If it helps, I am using Json.NET to serialize my client object - although I don't think this extention actually handles the delivery and retreival of it to the server.
Your unit tests should be written against the controller - so you don't need to make an actual HTTP request to unit test your Web API code, you just call the methods.
From a design perspective, if you want a restful Web API, the client should be able to send a standard HTTP message without having to serialize the request.
This is the kind of approach I have used to post an object to a restful Web API:
HttpResponseMessage response;
HttpClient client = new HttpClient();
client.BaseAddress = new Uri("http://url_to_service");
client.DefaultRequestHeaders.Accept.Add(new MediaTypeWithQualityHeaderValue("application/json"));
var responseTask = client.PostAsJsonAsync("api/resource/somethingelse", someObjectToPost).Result;
responseTask.Wait();
response = responseTask.Result;
if (response.IsSuccessStatusCode)
{
var contentTask = response.Content.ReadAsAsync<SomeResponseType>();
contentTask.Wait();
SomeResponseType responseContent = contentTask.Result;
}
else
{
//Handle error.
}
In this case, someObjectToPost is your client-side object, though you can leave it to Web API to serialize it for you. In the above example I am assuming the reponse is of fictional type SomeResponseType - you can also use ReadAsStringAsync if the response is expected to be plain text.

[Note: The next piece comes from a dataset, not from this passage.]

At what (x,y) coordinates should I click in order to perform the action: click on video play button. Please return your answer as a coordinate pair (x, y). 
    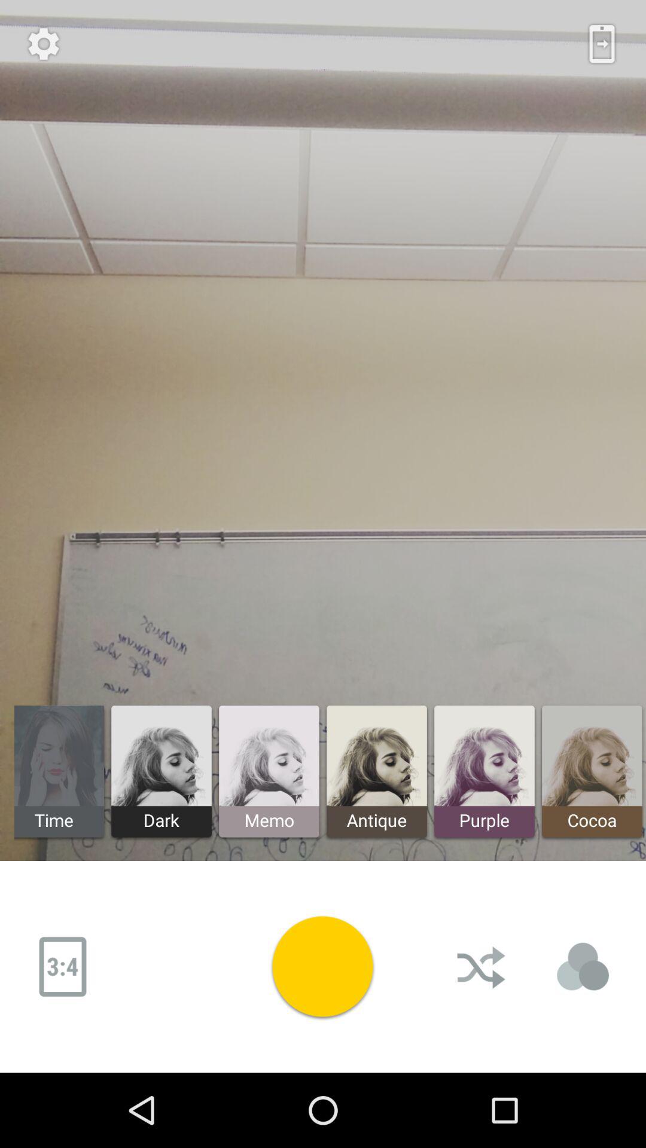
    Looking at the image, I should click on (322, 966).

The code presented here by nick_w is correct. You need to use HttpClient object. And as Steve Fenton mentioned, to create unit test you don't want to do it - rather test directly against controller. But for the functional test you can do it. I've done same thing. I've created helper class so I need only to call one of Http helper methods, depending if it is GET or POST, etc. that I do. This helper uses generic types so it operates with any types that being passed.